Thomas Blake
Thomas Blake
Thomas Blake is an author, poet and music journalist who also works part-time in a museum. He has written two poetry chapbooks, both published by Red Ceilings Press: Ƨ (2023) and Peach Epoch (2025). His fiction has appeared in 404Ink and his poems have been published by Perverse, Anthropocene, And Other Poems and The Shore. He has been writing about music since 2012 and has a particular interest in the experimental, the modern and the weird. He lives in Swindon with his wife, two children and a cat.
Great art can often come from the darkest places…many of these songs were born out of very real human experience. They are musically inventive and lyrically astute documents of this experience, but more than that they offer a clearer way of understanding it, and perhaps even a way of helping to overcome its darker periods.

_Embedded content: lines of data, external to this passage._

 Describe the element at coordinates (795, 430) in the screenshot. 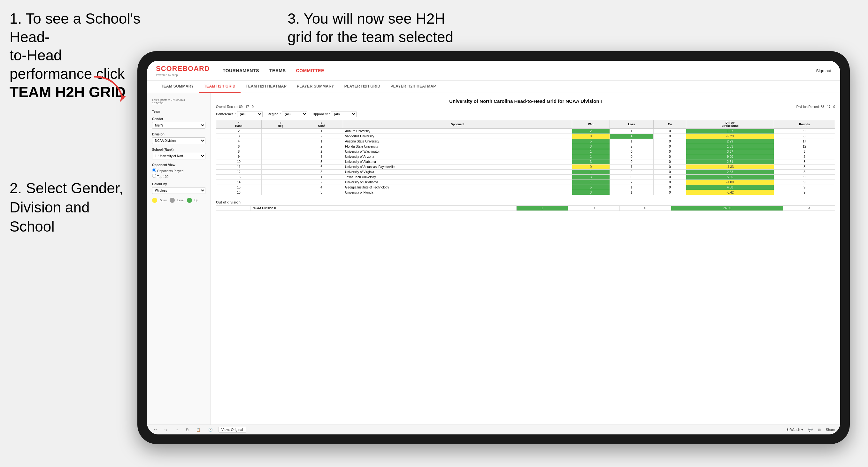

I see `watch-button: 👁 Watch ▾` at that location.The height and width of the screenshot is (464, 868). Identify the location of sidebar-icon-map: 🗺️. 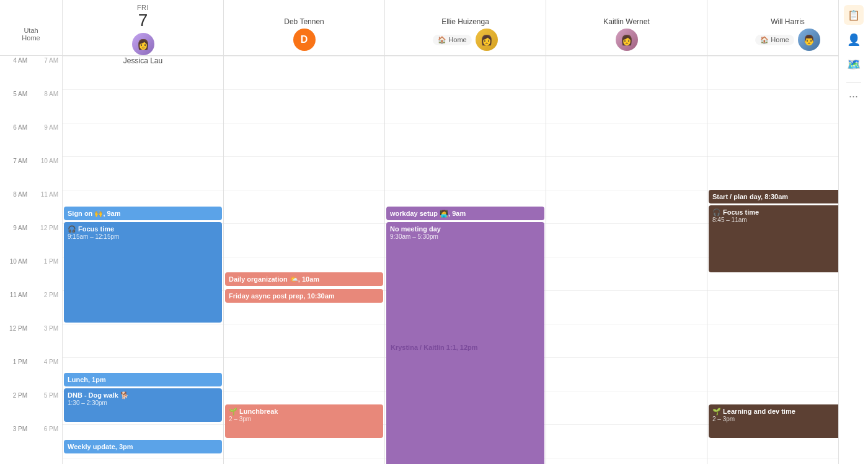
(854, 65).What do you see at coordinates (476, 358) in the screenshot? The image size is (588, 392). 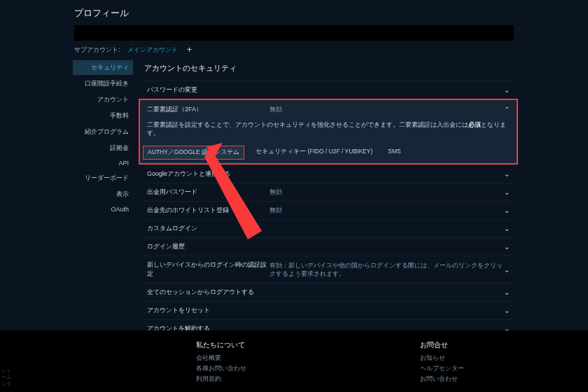 I see `footer-link-news: お知らせ` at bounding box center [476, 358].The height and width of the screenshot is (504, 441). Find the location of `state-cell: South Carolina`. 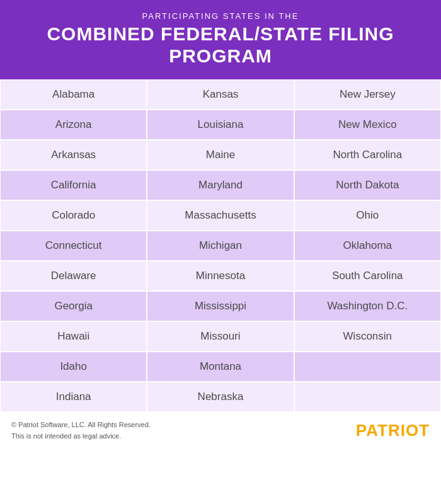

state-cell: South Carolina is located at coordinates (368, 276).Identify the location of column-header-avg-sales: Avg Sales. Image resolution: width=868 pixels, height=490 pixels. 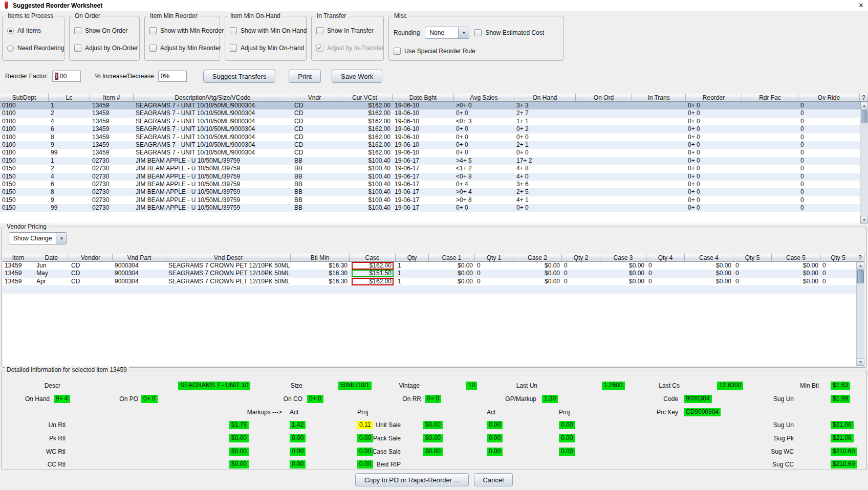
(484, 97).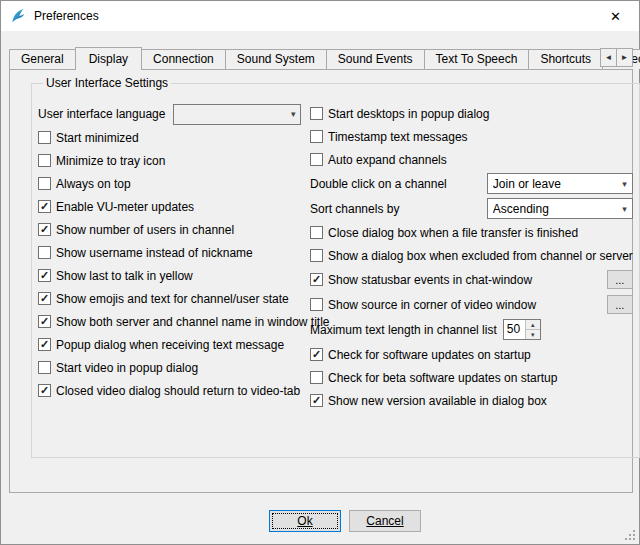 The image size is (640, 545). Describe the element at coordinates (18, 16) in the screenshot. I see `app-icon` at that location.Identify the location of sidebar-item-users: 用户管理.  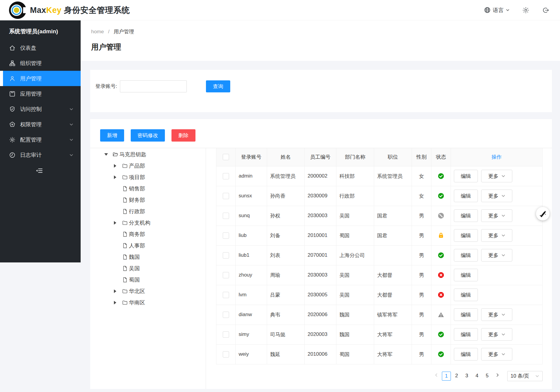
(40, 79).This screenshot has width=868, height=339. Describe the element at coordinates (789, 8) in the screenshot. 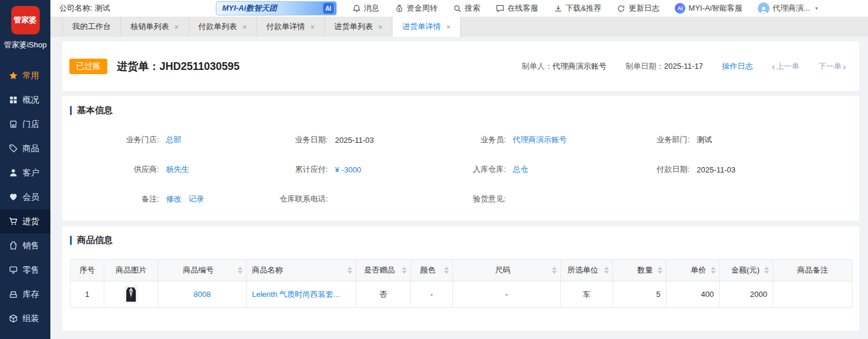

I see `user-menu: 代理商演... ▼` at that location.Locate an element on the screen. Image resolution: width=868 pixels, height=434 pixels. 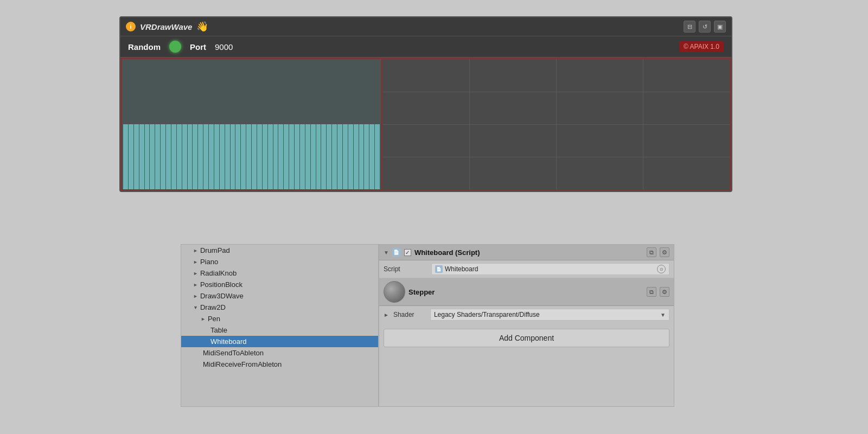
add-component-row: Add Component is located at coordinates (526, 338).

On Sweet Thursday Ivar tackles contemporary America from a personal standpoint, through the lens of literature and with an omnivorous knowledge of the history of music. Put like that it sounds dry, even academic, but Ivar’s wit and melodic sense ensures that it is nothing of the sort. Watch his new video Down by the Jacaranda.
Abbey Wood is an unmitigated triumph. Clever and heartfelt, it inverts folk tropes by presenting historical narratives in extremely personal ways or by creating finely-observed urban backgrounds where the more personal songs can play out. Hayter’s haunted, haunting voice holds it all together and makes it fabulously unique.
Improvisation and invention meet the listener at every turn of ‘Well Met’. Knight and Spiers have created a musical document that should inspire future generations of musicians to engage with Britain’s folk dancing heritage, and the beautiful, mysterious tunes that can be found within that heritage.